Great architects have moved on from Modernism, and their work is warmer and more poetic for it.
Philip Johnson, the American architect of skyscrapers and former assistant to Mies van der Rohe, once said, ‘All architecture is shelter, all great architecture is the design of space that contains, cuddles, exalts, or stimulates the persons in that space.’ Given his penchant for designing terrifying blocks of glass and granite, you have to assume he said this on one of his days off, when he had the grandchildren round to play or when he was in bed with man-flu (himself in need of a cuddle or some exaltation).
Architects like Johnson, Mies and Le Corbusier dominated the story of twentieth-century architecture through the evolution of a rational modernism that succeeded thanks mainly to its power of universality. It was a one-style fits all school of design that neatly absorbed the principles of the Arts and Crafts movement, the new construction methods of concrete and steel, the philosophy of the machine age and the international optimism of capitalism. And through those included disciplines it spread like wildfire, establishing itself by the Fifties as the appropriate style in which to build offices, factories and high-rise housing estates alike. Modernism has shaped our modern environment more than any other single cultural idea. And frankly, it's always been rather short on cuddles.
It's been argued that Norman Foster is the heir to this tradition of rational reductionism, and certainly there's a whole strand of his practice's work that seems to be based on the principle of the super-refined glass box in which human beings are factored in as components of the structure, like a grey cubist ants' nest. But then Lord F also does sexy curves and cuddly shapes too, like the Gherkin or the Sage Centre in Gateshead (a sort of melted gherkin).
Populist critics like to blame modernist architecture and town planning for every social ill of the last fifty years, from the growth in urban teenage violence to the decline in sales of trilbies and the disappearance of pigeon fancying. In particular, populist critics love to slam Modernism as an entirely inappropriate architectural style in which to build houses. As though we were still trying to construct Le Corbusier’s Ville Radieuse in Milton Keynes.
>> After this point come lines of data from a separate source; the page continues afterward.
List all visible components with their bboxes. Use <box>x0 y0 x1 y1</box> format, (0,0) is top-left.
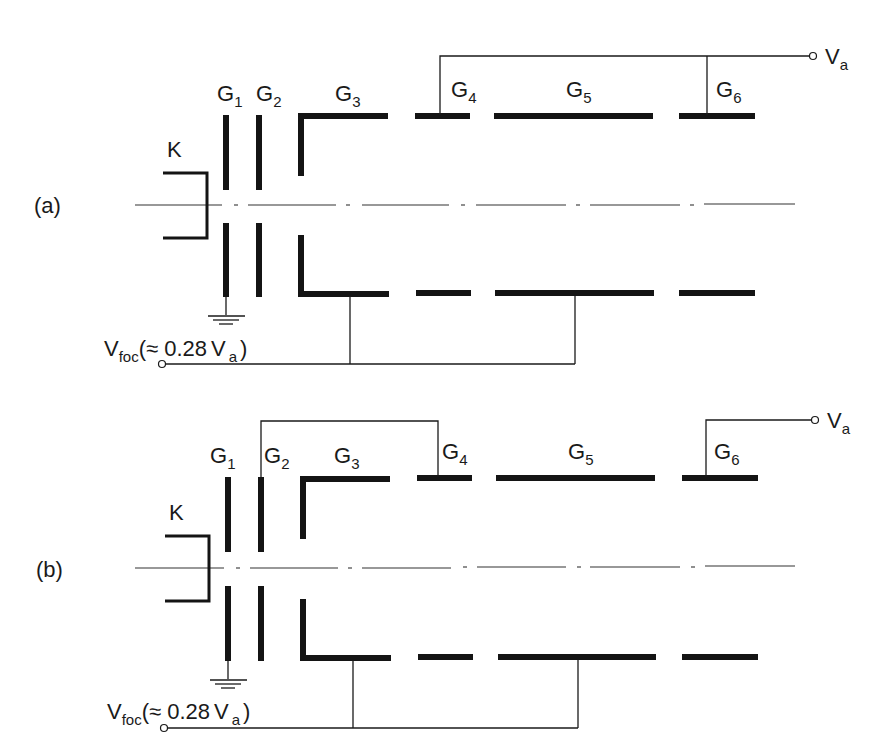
electrode-g2-b: G2 <box>258 443 289 661</box>
svg-text:G1: G1 <box>210 443 235 472</box>
svg-text:G5: G5 <box>566 77 591 106</box>
panel-label-b: (b) <box>36 557 63 582</box>
focus-wiring-b: Vfoc(≈ 0.28Va) <box>107 660 578 732</box>
cathode-label-a: K <box>167 137 182 162</box>
electrode-g3-b: G3 <box>300 443 391 661</box>
electrode-g6-b: G6 <box>682 439 758 660</box>
focus-voltage-label-b: Vfoc(≈ 0.28Va) <box>107 699 250 728</box>
electrode-g2-a: G2 <box>256 81 281 297</box>
svg-text:G2: G2 <box>256 81 281 110</box>
optical-axis-b <box>135 566 795 568</box>
svg-text:Va: Va <box>827 408 851 437</box>
panel-label-a: (a) <box>34 193 61 218</box>
svg-text:G4: G4 <box>451 77 476 106</box>
svg-text:G2: G2 <box>264 443 289 472</box>
electrode-g4-b: G4 <box>417 439 473 660</box>
ground-symbol-b <box>210 661 247 688</box>
ground-symbol-a <box>208 297 245 324</box>
focus-terminal-b <box>161 725 168 732</box>
panel-b: (b) K G1 <box>36 408 851 732</box>
optical-axis-a <box>135 204 795 205</box>
svg-text:G1: G1 <box>217 81 242 110</box>
cathode-a: K <box>163 137 207 238</box>
svg-text:Va: Va <box>825 44 849 73</box>
electron-gun-diagram: (a) K G1 <box>0 0 886 741</box>
focus-voltage-label-a: Vfoc(≈ 0.28Va) <box>104 336 247 365</box>
anode-terminal-b <box>812 417 819 424</box>
electrode-g5-b: G5 <box>496 439 656 660</box>
svg-text:G3: G3 <box>335 81 360 110</box>
focus-terminal-a <box>159 361 166 368</box>
svg-text:G4: G4 <box>442 439 467 468</box>
svg-text:G6: G6 <box>716 77 741 106</box>
electrode-g6-a: G6 <box>679 77 755 296</box>
svg-text:G6: G6 <box>714 439 739 468</box>
electrode-g4-a: G4 <box>415 77 476 296</box>
panel-a: (a) K G1 <box>34 44 849 368</box>
focus-wiring-a: Vfoc(≈ 0.28Va) <box>104 296 575 368</box>
anode-terminal-a <box>810 53 817 60</box>
electrode-g1-b: G1 <box>210 443 235 661</box>
cathode-label-b: K <box>169 500 184 525</box>
electrode-g3-a: G3 <box>298 81 389 297</box>
electrode-g5-a: G5 <box>494 77 654 296</box>
svg-text:G5: G5 <box>568 439 593 468</box>
svg-text:G3: G3 <box>334 443 359 472</box>
electrode-g1-a: G1 <box>217 81 242 297</box>
anode-wiring-a: Va <box>440 44 849 115</box>
cathode-b: K <box>165 500 209 601</box>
Nothing could be further from the truth. In fact, it's hard to pinpoint the die-hard architectural practices that are still working in a purist modernist idiom. Apart from the odd (very odd, and disturbingly unoriginal) slavish copy of a Twenties or Thirties white box that a small British practice might occasionally throw up for a private client in Surrey, there's almost no proper Modernism left. Wheedle out the rash of grey steel sheds with glass porticos shoved on the front that pass for office blocks, and what are you left with? What are the defining qualities of proper architecture right now?
Well, I'll tell you one thing, we're not clinging to the rust belt of the machine age. Just as our capitalism and industry likes to present a clean, people-focused image, so Modernism seems to have softened into familiar anthropomorphic shapes. Look at the work of fascinating international practices like Herzog & de Meuron, David Chipperfield and Sauerbruch Hutton to name just a few, and what do you see? A new language is emerging which owes much to Modernism, but which is far less rigid, much more contextual and poetic, and responsive to human desires as well as needs.
This new, cuddly, exalting, stimulating, friendly style in fact represents the quiet triumphing of another, softer twentieth-century story over that of Modernist monotheism, the story of beautifully shaped buildings by Scharoun, Aalto and Saarinen. Today that story continues to evolve in its trademark tentative, exposed, self-conscious way (think of Miralles' Scottish Parliament or Rem Koolhaas's Casa de Musica on 2007's Stirling Prize shortlist). And it puts people and their delight, not processes and their efficiency, at its heart. If you think of it as Johnson's Modernist dream coming of age, with some rounded corners on it, you’d be wrong. It is more beautiful than that. It is Lyricism.